Sustainable Metropolis World Trade Center Live@Metropolis Next Generation Designmart Events tropgreen

A federal official ensures that the United States is finally getting a civic architecture all its own.




Architect Alex Washburn remembers the day in early 1994 when, as a new legislative aide to Senator Daniel Patrick Moynihan, he was pursuing a reform bill that would have monitored the design quality of federal buildings: "I started doing all the due diligence you do in getting legislation together. And then I got a call from this very excitable person. He was calling from the GSA, and his name was Ed Feiner."

Feiner, chief architect of the General Services Administration (GSA), the real estate arm of the federal government, was against the legislation. Washburn, curious to learn why, agreed to a meeting. "As soon as you meet him you understand what an energetic and creative person he is," Washburn says. "He showed me that what was needed was not some piece of legislation forming a commission but one incredibly dedicated person who had figured out the system from the inside--and he had done that."

Offsite:
The General Service Administration can be reached at www.gsa.gov. The Design Excellence Program's site is hydra.gsa.gov/pbs/pc /design_excell/index.htm. The U.S. Green Buildings Council LEED program information can be seen at www.usgbc.org/programs/leed.htm.
To hear how Feiner turned the huge ship of the GSA away from building what he calls "K-Mart versions of midcentury Modern" to creating award-winning courthouses by Richard Meier and Henry Cobb is to wonder how any one human being could take on such a task. To meet him is to wonder no more. He talks a mile a minute--with the New York accent of a soft-spoken Woody Allen--as he gives a tour of the construction site that will soon be his department's new offices: synchronized plasma screens will display the entire GSA portfolio; copper coils filled with water will heat and cool rooms in lieu of air-conditioning and radiators; and white-leather Barcelona chairs will greet visitors in the reception area. Feiner's passion for the new is as unexpected in a civil servant as the combination of his military brush cut, snakeskin cowboy boots, and stylish three-button suit. And it's only the beginning of what makes him a great client. His enthusiasm for design is palpable (his blue eyes twinkle as he proclaims various projects "fantastic" and "wonderful"), yet it never outshines his awareness of the GSA's responsibility as a federal agency. "We want to raise the mutual respect between the American people and their government," Feiner says. "If a building looks cheap and shoddy, without any respect for that community, it is going to send a message."

The narrowness of Thom Mayne's design (2005; above) allows natural light to fill the interiors.
Ralph Johnson's courthouse (2000; above), updates the four icons of traditional American courthouse design: the portal, the column, the rotunda, and the cupola.
When he applied to work at the GSA in 1980, Feiner was the only applicant to submit a portfolio. He got the job--and a mandate from his boss to change the direction of federal architecture. The Design Excellence Program Feiner has since created is well documented as a dramatic shift in both the way the agency selects architects and the kind of buildings it gets in return.

The way it came about is a lesson in good clientship. When the agency's design awards kept going only to historic-preservation projects, Feiner and Design Excellence director Marilyn Farley asked architects what the GSA could be doing to create new award-winning buildings. ("I said, 'We can't keep giving awards to Cass Gilbert,'" Feiner recalls. "'He's been dead for God knows how many years!'") The resulting suggestions--from architects such as Hugh Hardy, Gene Kohn, and Margaret McCurry--became the Design Excellence Program. With a streamlined process that allows architects to submit portfolios rather than many-paged applications for projects, the GSA attracted younger, smaller, more experimental firms. Feiner likes to point out that he has just contracted the country's first federal building by a woman (Carol Ross Barney's Oklahoma City federal complex) and the first federal courthouse by an African American (the Matthew J. Perry courthouse, in Columbia, South Carolina, by Ralph Jackson).

Ross Barney praises Feiner: "He's approachable--a very ordinary guy--but he's also a savvy politician." Though GSA commissions can fall through (her design for a courthouse in Cape Gerardo, Missouri, for example, was killed by a conservative representative), Ross Barney says Feiner's fantastic qualities keep her coming back. "He keeps trying to find the path we can go down," she says. "Sometimes you have clients who support you so far and then abandon you, and you become the target. He doesn't do that."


Each line from the one that holds "UI element localization: list" to the end of the entries is to be given again exactly. Do not include pictures.

EXCERPTED DATA —
· · · · ·
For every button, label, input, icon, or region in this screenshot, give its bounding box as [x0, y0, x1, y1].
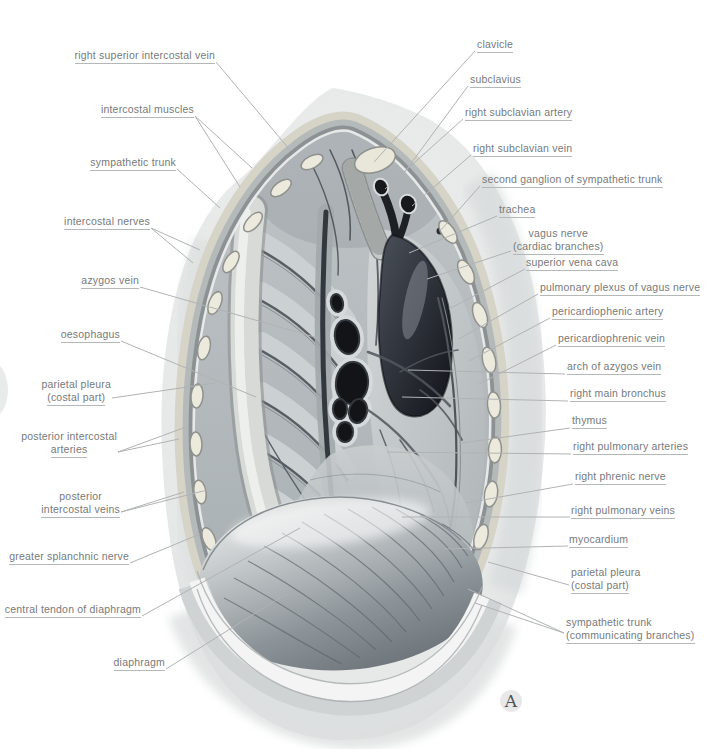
panel-letter-a: A — [500, 691, 522, 711]
label-superior-vena-cava: superior vena cava — [526, 256, 618, 271]
label-text: central tendon of diaphragm — [5, 603, 141, 618]
label-text: parietal pleura — [571, 566, 641, 579]
label-clavicle: clavicle — [477, 38, 513, 53]
label-vagus-nerve-cardiac-branches: vagus nerve(cardiac branches) — [513, 227, 604, 255]
label-text: second ganglion of sympathetic trunk — [482, 173, 663, 188]
label-text: right pulmonary arteries — [573, 440, 688, 455]
label-pericardiophrenic-artery: pericardiophenic artery — [552, 305, 663, 320]
label-text: intercostal nerves — [64, 215, 150, 230]
label-text: superior vena cava — [526, 256, 618, 271]
label-right-pulmonary-arteries: right pulmonary arteries — [573, 440, 688, 455]
label-text: trachea — [499, 203, 535, 218]
label-myocardium: myocardium — [569, 533, 628, 548]
label-posterior-intercostal-arteries: posterior intercostalarteries — [21, 430, 117, 458]
label-text: (cardiac branches) — [513, 240, 604, 255]
label-right-phrenic-nerve: right phrenic nerve — [575, 470, 666, 485]
label-greater-splanchnic-nerve: greater splanchnic nerve — [9, 550, 129, 565]
label-text: right main bronchus — [570, 387, 666, 402]
label-text: myocardium — [569, 533, 628, 548]
label-text: vagus nerve — [513, 227, 604, 240]
label-second-ganglion-of-sympathetic-trunk: second ganglion of sympathetic trunk — [482, 173, 663, 188]
label-text: sympathetic trunk — [90, 156, 176, 171]
label-text: right pulmonary veins — [571, 504, 675, 519]
label-right-main-bronchus: right main bronchus — [570, 387, 666, 402]
label-text: diaphragm — [114, 656, 165, 671]
label-text: pulmonary plexus of vagus nerve — [540, 281, 700, 296]
label-text: sympathetic trunk — [566, 616, 695, 629]
label-text: pericardiophenic artery — [552, 305, 663, 320]
label-pulmonary-plexus-of-vagus-nerve: pulmonary plexus of vagus nerve — [540, 281, 700, 296]
label-oesophagus: oesophagus — [61, 328, 120, 343]
left-arm-sliver — [0, 363, 8, 417]
label-text: azygos vein — [81, 274, 139, 289]
label-text: arteries — [51, 443, 88, 458]
label-posterior-intercostal-veins: posteriorintercostal veins — [41, 490, 120, 518]
label-right-subclavian-vein: right subclavian vein — [473, 142, 572, 157]
label-parietal-pleura-costal-part-right: parietal pleura(costal part) — [571, 566, 641, 594]
label-text: posterior intercostal — [21, 430, 117, 443]
label-intercostal-muscles: intercostal muscles — [101, 103, 194, 118]
label-text: pericardiophrenic vein — [558, 332, 665, 347]
label-text: parietal pleura — [41, 378, 111, 391]
label-right-subclavian-artery: right subclavian artery — [465, 106, 572, 121]
label-azygos-vein: azygos vein — [81, 274, 139, 289]
label-text: (costal part) — [47, 391, 105, 406]
label-thymus: thymus — [572, 414, 607, 429]
label-parietal-pleura-costal-part-left: parietal pleura(costal part) — [41, 378, 111, 406]
label-right-superior-intercostal-vein: right superior intercostal vein — [75, 49, 215, 64]
label-text: oesophagus — [61, 328, 120, 343]
anatomy-figure-page: right superior intercostal vein intercos… — [0, 0, 712, 749]
label-text: right phrenic nerve — [575, 470, 666, 485]
label-text: right superior intercostal vein — [75, 49, 215, 64]
label-intercostal-nerves: intercostal nerves — [64, 215, 150, 230]
label-text: right subclavian artery — [465, 106, 572, 121]
label-sympathetic-trunk-communicating-branches: sympathetic trunk(communicating branches… — [566, 616, 695, 644]
label-diaphragm: diaphragm — [114, 656, 165, 671]
label-central-tendon-of-diaphragm: central tendon of diaphragm — [5, 603, 141, 618]
label-text: (costal part) — [571, 579, 629, 594]
label-text: thymus — [572, 414, 607, 429]
label-text: arch of azygos vein — [567, 360, 661, 375]
label-pericardiophrenic-vein: pericardiophrenic vein — [558, 332, 665, 347]
label-arch-of-azygos-vein: arch of azygos vein — [567, 360, 661, 375]
label-text: right subclavian vein — [473, 142, 572, 157]
label-text: intercostal veins — [41, 503, 120, 518]
label-text: subclavius — [470, 73, 521, 88]
label-text: (communicating branches) — [566, 629, 695, 644]
label-text: posterior — [41, 490, 120, 503]
label-subclavius: subclavius — [470, 73, 521, 88]
label-sympathetic-trunk: sympathetic trunk — [90, 156, 176, 171]
label-text: greater splanchnic nerve — [9, 550, 129, 565]
label-text: clavicle — [477, 38, 513, 53]
label-text: intercostal muscles — [101, 103, 194, 118]
label-trachea: trachea — [499, 203, 535, 218]
label-right-pulmonary-veins: right pulmonary veins — [571, 504, 675, 519]
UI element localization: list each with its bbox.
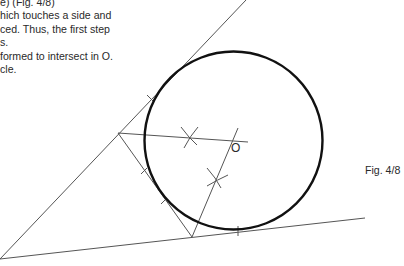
upper-side-line bbox=[0, 0, 246, 259]
tick-mark-upper bbox=[147, 95, 153, 101]
arc-cross-a-1 bbox=[181, 127, 197, 145]
figure-caption: Fig. 4/8 bbox=[365, 164, 400, 176]
geometry-figure bbox=[0, 0, 404, 266]
center-label: O bbox=[231, 141, 240, 155]
angle-bisector-a bbox=[118, 133, 248, 142]
transversal-line bbox=[118, 133, 192, 237]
· · · · ·
FINISHED TASK —
UI element localization: list each with its bbox.
upper-side-line bbox=[0, 0, 246, 259]
tick-mark-upper bbox=[147, 95, 153, 101]
arc-cross-a-1 bbox=[181, 127, 197, 145]
figure-caption: Fig. 4/8 bbox=[365, 164, 400, 176]
geometry-figure bbox=[0, 0, 404, 266]
center-label: O bbox=[231, 141, 240, 155]
angle-bisector-a bbox=[118, 133, 248, 142]
transversal-line bbox=[118, 133, 192, 237]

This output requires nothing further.